American Mobacracy


http://www.commentarymagazine.com/2014/12/04/american-mobacracy/

By: Abe Greenwald. Editor  Commentary Daily
“The future belongs to crowds,” wrote Don DeLillo in his 1991 novel Mao II. Boy, was he right. Today it’s protests in response to a baffling grand jury decision, but the phenomenon has been building for years. Tea Party rallies, the Rally for Sanity, Occupy Wall Street, minimum-wage protests, hoodie rallies, anti-Israel protests, climate rallies, Ferguson “die-ins,” World AIDS Day, World This Day, World That Day. The mass-grievance spectacle has come to saturate our culture and politics, and shape our national life.
In between demonstrations mob-rule holds firm by other means. Foremost online. The armchair lynch mobs of social media drive news cycles and end careers. A vigorous digital witch-hunt can wreck a life. In China, online vigilantism by an otherwise enfeebled citizenry goes by the term “human-flesh searches.” We’re not they’re yet, but we’re close.
Television too is coming under the sway of mobacracy. During the first round of Ferguson protests, news reporters joined the ranks of the enraged so they too could rail against police. On hipper talk shows, the political applause line has replaced the joke as the fundamental unit of communication. The new definition of comedian is a demagogue who gets a pass on vulgarity and inaccuracy. His goal is no longer to leave them in stitches; it’s to affirm the pooled self-righteousness of the audience with a zinger aimed at a common enemy. The Daily Show, Real Time, Last Week Tonightit’s the news with cheering.
Why is this happening? It’s not because worsening conditions are driving people to justified rage. Life in today’s lowest American income bracket is no picnic, but all relevant data show it’s a material paradise compared to the poverty of less turbulent eras. Prejudice exists, naturally, but on a dramatically smaller scale than at any point in our history. And (if we must), global temperatures, as even NASA now acknowledges, haven’t changed significantly for 15 years.
Perhaps, then, the righteous mob satisfies a new non-material crisis in American life—namely, the need for meaning and connection. People are now less likely to affiliate with larger entities and institutions that once gave their lives shape and value: family, community, church, nation. Sharp declines in religious belief, marriage, and childbearing are stripping us of enduring notions of virtue and purpose and we’re striving to replace them.
Some quick facts: According to Pew, the number of Americans who claim no religious affiliation has doubled since 1990 alone. Another Pew poll tells us: “After decades of declining marriage rates and changes in family structure, the share of American adults who have never been married is at an historic high.” In 1960, only 9 percent of Americans over 25 hadn’t ever married. In 2012, the number was 20 percent. And in 2013, a federal government study concluded that the U.S. birthrate had fallen to a record low of 1.86 births per woman.
Here are the questions we face as a result: For whom or what do we sacrifice? What constitutes community? And how, ultimately, do we find transcendence? The old institutions furnished answers. We sacrificed for faith and family because that’s what our shared values dictated. Out of those shared values we found community. And through connections to God and each other, we transcended ourselves.
The galvanized mob picks up the slack both for lost meaning and lost human contact. Activism was once reserved for a small segment of the mostly young and self-righteous. Today, it’s just another dimension of cosmopolitan life. You subscribe to a cause—be it anti-fracking or organic food—and stick with it. As it occupies the space of religion, you tend to preach your cause hypocritically. But your cause asks so little of you (perhaps to post a meme on your Facebook profile), that you’re not really invested. It doesn’t ultimately satisfy the need for transcendence because you sacrificed so little.
The weak in conviction seek strength in numbers. They connect online and meet up to block a bridge or lie down in a train station. As community, this ultimately fails too. Participants don’t share values; they share a need for values. When it comes down to it, they’re no more sincere about one cause than they are about another.
Without strength (which comes from sacrifice), without ideas (which come from engaging tradition, not running from it), all that’s left is emotion. So emotion becomes the content of our politics. The irony of the recent anti-police outrage is that it’s arisen from a culture of constant policing: the identity police, the Islamophobia police, the language police, the food police, the bully police, the trigger-warning squads—they’re all out to catch and punish offenders. No grand jury convened.
These mob events look like action, but they ensure stasis. Nothing fruitful comes from channeling religious and family needs into politics. It’s worth recalling that the Russian word Bolshevik literally meant one of the majority.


▶ The task
Set each entry down verbatim, omitting images.

========

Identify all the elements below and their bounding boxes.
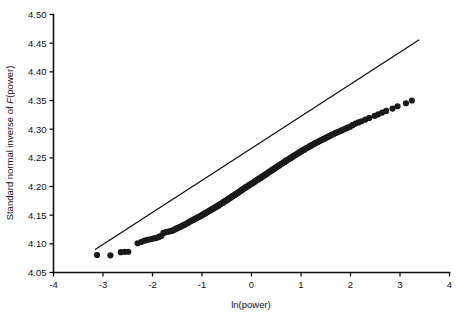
y-tick-label: 4.10 — [28, 238, 47, 249]
x-tick-label: -1 — [198, 279, 206, 290]
y-tick-label: 4.50 — [28, 9, 47, 20]
data-point — [107, 252, 113, 258]
data-point — [125, 249, 131, 255]
qq-plot-figure: 4.054.104.154.204.254.304.354.404.454.50… — [0, 0, 468, 320]
x-tick-label: -2 — [148, 279, 156, 290]
data-point — [383, 108, 389, 114]
y-axis-title-suffix: (power) — [4, 66, 15, 98]
data-point — [366, 115, 372, 121]
x-tick-label: 1 — [298, 279, 303, 290]
y-tick-label: 4.30 — [28, 124, 47, 135]
qq-plot-svg: 4.054.104.154.204.254.304.354.404.454.50… — [0, 0, 468, 320]
x-tick-label: -4 — [49, 279, 57, 290]
x-tick-label: 2 — [348, 279, 353, 290]
y-tick-label: 4.20 — [28, 181, 47, 192]
data-point — [394, 103, 400, 109]
x-tick-label: 4 — [447, 279, 452, 290]
x-tick-label: 3 — [397, 279, 402, 290]
x-axis-title: ln(power) — [231, 299, 271, 310]
y-tick-label: 4.05 — [28, 267, 47, 278]
y-tick-label: 4.15 — [28, 210, 47, 221]
y-tick-label: 4.35 — [28, 95, 47, 106]
y-axis-title-prefix: Standard normal inverse of — [4, 104, 15, 221]
y-tick-label: 4.40 — [28, 66, 47, 77]
data-point — [409, 97, 415, 103]
x-tick-label: -3 — [99, 279, 107, 290]
data-point — [403, 100, 409, 106]
x-tick-label: 0 — [249, 279, 254, 290]
y-tick-label: 4.45 — [28, 38, 47, 49]
data-point — [94, 252, 100, 258]
y-axis-title: Standard normal inverse of F(power) — [4, 66, 15, 221]
y-tick-label: 4.25 — [28, 152, 47, 163]
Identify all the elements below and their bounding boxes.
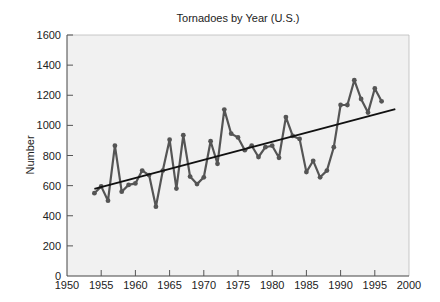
y-tick-label: 1000: [37, 119, 61, 131]
data-point-marker: [188, 174, 193, 179]
x-tick-label: 1990: [328, 279, 352, 291]
y-axis-label: Number: [24, 135, 36, 174]
tornado-chart: Tornadoes by Year (U.S.) Number 02004006…: [0, 0, 440, 302]
y-tick-label: 200: [43, 240, 61, 252]
data-point-marker: [256, 155, 261, 160]
x-tick-label: 1970: [192, 279, 216, 291]
chart-title: Tornadoes by Year (U.S.): [177, 12, 300, 24]
y-tick-label: 1200: [37, 89, 61, 101]
data-point-marker: [304, 170, 309, 175]
y-tick-label: 1400: [37, 59, 61, 71]
x-tick-label: 1980: [260, 279, 284, 291]
data-point-marker: [106, 198, 111, 203]
x-tick-label: 1950: [55, 279, 79, 291]
data-point-marker: [359, 97, 364, 102]
data-point-marker: [263, 145, 268, 150]
data-point-marker: [201, 175, 206, 180]
data-point-marker: [318, 175, 323, 180]
data-point-marker: [284, 115, 289, 120]
x-tick-label: 1975: [226, 279, 250, 291]
data-point-marker: [140, 168, 145, 173]
data-point-marker: [372, 86, 377, 91]
data-point-marker: [113, 143, 118, 148]
x-tick-label: 1960: [123, 279, 147, 291]
x-tick-label: 1985: [294, 279, 318, 291]
data-point-marker: [133, 181, 138, 186]
data-point-marker: [174, 186, 179, 191]
plot-background: [67, 35, 409, 276]
data-point-marker: [195, 182, 200, 187]
y-tick-label: 400: [43, 210, 61, 222]
data-point-marker: [331, 145, 336, 150]
data-point-marker: [338, 103, 343, 108]
data-point-marker: [167, 137, 172, 142]
data-point-marker: [352, 78, 357, 83]
data-point-marker: [379, 99, 384, 104]
data-point-marker: [325, 168, 330, 173]
data-point-marker: [126, 183, 131, 188]
data-point-marker: [92, 191, 97, 196]
x-tick-label: 1965: [157, 279, 181, 291]
data-point-marker: [277, 155, 282, 160]
data-point-marker: [181, 133, 186, 138]
y-tick-label: 600: [43, 180, 61, 192]
data-point-marker: [297, 137, 302, 142]
data-point-marker: [311, 158, 316, 163]
data-point-marker: [119, 189, 124, 194]
data-point-marker: [270, 143, 275, 148]
data-point-marker: [345, 103, 350, 108]
y-tick-label: 1600: [37, 29, 61, 41]
x-tick-label: 1995: [363, 279, 387, 291]
data-point-marker: [229, 131, 234, 136]
data-point-marker: [366, 110, 371, 115]
x-tick-label: 2000: [397, 279, 421, 291]
data-point-marker: [215, 161, 220, 166]
x-tick-label: 1955: [89, 279, 113, 291]
data-point-marker: [154, 204, 159, 209]
data-point-marker: [236, 135, 241, 140]
data-point-marker: [222, 107, 227, 112]
y-tick-label: 800: [43, 150, 61, 162]
data-point-marker: [208, 139, 213, 144]
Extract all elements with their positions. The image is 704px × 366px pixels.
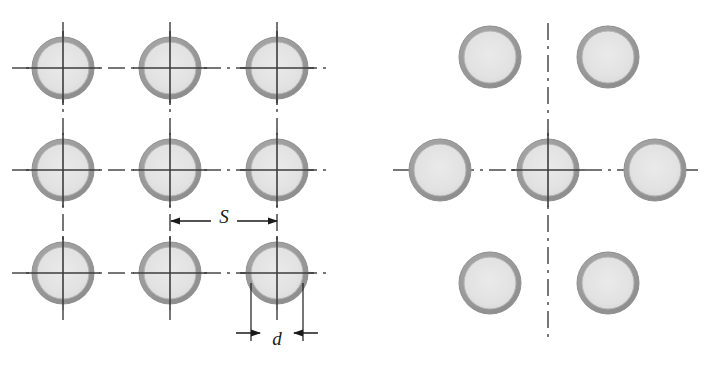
- hole: [409, 139, 471, 201]
- hole: [459, 26, 521, 88]
- pitch-dimension-label: S: [219, 206, 229, 227]
- hole-inner-bore: [464, 257, 516, 309]
- hole: [624, 139, 686, 201]
- hole: [459, 252, 521, 314]
- hole-inner-bore: [414, 144, 466, 196]
- hole-pattern-figure: S d: [0, 0, 704, 366]
- hole: [577, 26, 639, 88]
- hole-inner-bore: [629, 144, 681, 196]
- square-inline-hole-pattern: S d: [12, 22, 330, 349]
- hole-inner-bore: [582, 31, 634, 83]
- diameter-dimension-label: d: [272, 328, 282, 349]
- figure-root: S d: [0, 0, 704, 366]
- hole-inner-bore: [464, 31, 516, 83]
- hole-inner-bore: [582, 257, 634, 309]
- hole: [577, 252, 639, 314]
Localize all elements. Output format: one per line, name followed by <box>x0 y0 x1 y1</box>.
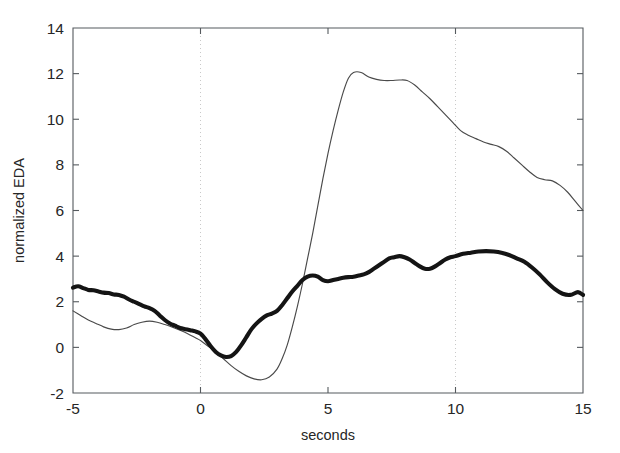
vertical-marker-group <box>201 28 456 393</box>
y-tick-label: 4 <box>55 248 64 265</box>
y-tick-label: 12 <box>47 65 64 82</box>
x-tick-label: 5 <box>324 400 333 417</box>
y-tick-label: 6 <box>55 202 64 219</box>
plot-frame <box>73 28 583 393</box>
y-tick-label: 2 <box>55 293 64 310</box>
x-axis-ticks: -5051015 <box>66 28 592 417</box>
y-axis-ticks: -202468101214 <box>47 20 583 402</box>
x-tick-label: 10 <box>447 400 465 417</box>
series-line-thick-trace <box>73 251 583 357</box>
series-line-thin-trace <box>73 72 583 380</box>
x-tick-label: 0 <box>196 400 205 417</box>
x-tick-label: 15 <box>574 400 591 417</box>
y-tick-label: 10 <box>47 111 65 128</box>
y-tick-label: 0 <box>55 339 64 356</box>
y-axis-title: normalized EDA <box>11 158 27 263</box>
x-tick-label: -5 <box>66 400 80 417</box>
y-tick-label: 14 <box>47 20 65 37</box>
axes-frame <box>73 28 583 393</box>
y-tick-label: -2 <box>50 385 64 402</box>
x-axis-title: seconds <box>301 427 355 443</box>
line-chart: -5051015 -202468101214 seconds normalize… <box>0 0 620 453</box>
y-tick-label: 8 <box>55 156 64 173</box>
chart-figure: -5051015 -202468101214 seconds normalize… <box>0 0 620 453</box>
data-series-group <box>73 72 583 380</box>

========

▶ Task solution
Identify all the elements below and their bounding boxes.
y-tick-label: 4.10 — [28, 238, 47, 249]
x-tick-label: -1 — [198, 279, 206, 290]
y-tick-label: 4.50 — [28, 9, 47, 20]
data-point — [107, 252, 113, 258]
data-point — [125, 249, 131, 255]
qq-plot-figure: 4.054.104.154.204.254.304.354.404.454.50… — [0, 0, 468, 320]
x-tick-label: -2 — [148, 279, 156, 290]
data-point — [383, 108, 389, 114]
y-axis-title-suffix: (power) — [4, 66, 15, 98]
data-point — [366, 115, 372, 121]
x-tick-label: 1 — [298, 279, 303, 290]
y-tick-label: 4.30 — [28, 124, 47, 135]
qq-plot-svg: 4.054.104.154.204.254.304.354.404.454.50… — [0, 0, 468, 320]
x-tick-label: -4 — [49, 279, 57, 290]
x-tick-label: 2 — [348, 279, 353, 290]
y-tick-label: 4.20 — [28, 181, 47, 192]
data-point — [394, 103, 400, 109]
x-tick-label: 4 — [447, 279, 452, 290]
x-tick-label: 3 — [397, 279, 402, 290]
x-axis-title: ln(power) — [231, 299, 271, 310]
y-tick-label: 4.05 — [28, 267, 47, 278]
y-tick-label: 4.15 — [28, 210, 47, 221]
y-tick-label: 4.35 — [28, 95, 47, 106]
y-axis-title-prefix: Standard normal inverse of — [4, 104, 15, 221]
y-tick-label: 4.40 — [28, 66, 47, 77]
data-point — [409, 97, 415, 103]
x-tick-label: -3 — [99, 279, 107, 290]
data-point — [403, 100, 409, 106]
x-tick-label: 0 — [249, 279, 254, 290]
y-tick-label: 4.45 — [28, 38, 47, 49]
data-point — [94, 252, 100, 258]
y-axis-title: Standard normal inverse of F(power) — [4, 66, 15, 221]
y-tick-label: 4.25 — [28, 152, 47, 163]
Identify all the elements below and their bounding boxes.
y-tick-label: 1000: [37, 119, 61, 131]
data-point-marker: [188, 174, 193, 179]
x-tick-label: 1990: [328, 279, 352, 291]
y-axis-label: Number: [24, 135, 36, 174]
tornado-chart: Tornadoes by Year (U.S.) Number 02004006…: [0, 0, 440, 302]
y-tick-label: 200: [43, 240, 61, 252]
data-point-marker: [256, 155, 261, 160]
x-tick-label: 1970: [192, 279, 216, 291]
chart-title: Tornadoes by Year (U.S.): [177, 12, 300, 24]
y-tick-label: 1200: [37, 89, 61, 101]
data-point-marker: [304, 170, 309, 175]
y-tick-label: 1400: [37, 59, 61, 71]
x-tick-label: 1980: [260, 279, 284, 291]
data-point-marker: [106, 198, 111, 203]
x-tick-label: 1950: [55, 279, 79, 291]
data-point-marker: [359, 97, 364, 102]
data-point-marker: [263, 145, 268, 150]
data-point-marker: [201, 175, 206, 180]
data-point-marker: [318, 175, 323, 180]
data-point-marker: [284, 115, 289, 120]
x-tick-label: 1975: [226, 279, 250, 291]
data-point-marker: [140, 168, 145, 173]
data-point-marker: [372, 86, 377, 91]
data-point-marker: [113, 143, 118, 148]
x-tick-label: 1960: [123, 279, 147, 291]
x-tick-label: 1985: [294, 279, 318, 291]
data-point-marker: [133, 181, 138, 186]
data-point-marker: [174, 186, 179, 191]
plot-background: [67, 35, 409, 276]
data-point-marker: [195, 182, 200, 187]
y-tick-label: 400: [43, 210, 61, 222]
data-point-marker: [331, 145, 336, 150]
data-point-marker: [338, 103, 343, 108]
data-point-marker: [167, 137, 172, 142]
data-point-marker: [352, 78, 357, 83]
data-point-marker: [379, 99, 384, 104]
data-point-marker: [325, 168, 330, 173]
data-point-marker: [126, 183, 131, 188]
data-point-marker: [92, 191, 97, 196]
x-tick-label: 1965: [157, 279, 181, 291]
data-point-marker: [277, 155, 282, 160]
data-point-marker: [181, 133, 186, 138]
y-tick-label: 600: [43, 180, 61, 192]
data-point-marker: [297, 137, 302, 142]
data-point-marker: [311, 158, 316, 163]
data-point-marker: [119, 189, 124, 194]
data-point-marker: [270, 143, 275, 148]
data-point-marker: [345, 103, 350, 108]
y-tick-label: 1600: [37, 29, 61, 41]
x-tick-label: 1995: [363, 279, 387, 291]
data-point-marker: [229, 131, 234, 136]
data-point-marker: [366, 110, 371, 115]
x-tick-label: 2000: [397, 279, 421, 291]
data-point-marker: [215, 161, 220, 166]
x-tick-label: 1955: [89, 279, 113, 291]
data-point-marker: [154, 204, 159, 209]
data-point-marker: [236, 135, 241, 140]
data-point-marker: [222, 107, 227, 112]
y-tick-label: 800: [43, 150, 61, 162]
data-point-marker: [208, 139, 213, 144]
Extract all elements with their positions. The image is 704px × 366px pixels.
- hole: [409, 139, 471, 201]
- hole: [459, 26, 521, 88]
- pitch-dimension-label: S: [219, 206, 229, 227]
- hole-inner-bore: [464, 257, 516, 309]
- hole: [624, 139, 686, 201]
- hole: [459, 252, 521, 314]
- hole-inner-bore: [414, 144, 466, 196]
- hole-pattern-figure: S d: [0, 0, 704, 366]
- hole: [577, 26, 639, 88]
- hole-inner-bore: [629, 144, 681, 196]
- square-inline-hole-pattern: S d: [12, 22, 330, 349]
- hole-inner-bore: [582, 31, 634, 83]
- diameter-dimension-label: d: [272, 328, 282, 349]
- figure-root: S d: [0, 0, 704, 366]
- hole-inner-bore: [464, 31, 516, 83]
- hole-inner-bore: [582, 257, 634, 309]
- hole: [577, 252, 639, 314]
Localize all elements. Output format: one per line, name followed by <box>x0 y0 x1 y1</box>.
vertical-marker-group <box>201 28 456 393</box>
y-tick-label: 4 <box>55 248 64 265</box>
y-tick-label: 12 <box>47 65 64 82</box>
x-tick-label: 5 <box>324 400 333 417</box>
y-tick-label: 6 <box>55 202 64 219</box>
plot-frame <box>73 28 583 393</box>
y-tick-label: 2 <box>55 293 64 310</box>
x-axis-ticks: -5051015 <box>66 28 592 417</box>
y-axis-ticks: -202468101214 <box>47 20 583 402</box>
x-tick-label: 10 <box>447 400 465 417</box>
series-line-thick-trace <box>73 251 583 357</box>
series-line-thin-trace <box>73 72 583 380</box>
x-tick-label: 0 <box>196 400 205 417</box>
x-tick-label: 15 <box>574 400 591 417</box>
y-tick-label: 10 <box>47 111 65 128</box>
y-tick-label: 0 <box>55 339 64 356</box>
y-axis-title: normalized EDA <box>11 158 27 263</box>
x-tick-label: -5 <box>66 400 80 417</box>
y-tick-label: 14 <box>47 20 65 37</box>
axes-frame <box>73 28 583 393</box>
y-tick-label: -2 <box>50 385 64 402</box>
x-axis-title: seconds <box>301 427 355 443</box>
line-chart: -5051015 -202468101214 seconds normalize… <box>0 0 620 453</box>
y-tick-label: 8 <box>55 156 64 173</box>
chart-figure: -5051015 -202468101214 seconds normalize… <box>0 0 620 453</box>
data-series-group <box>73 72 583 380</box>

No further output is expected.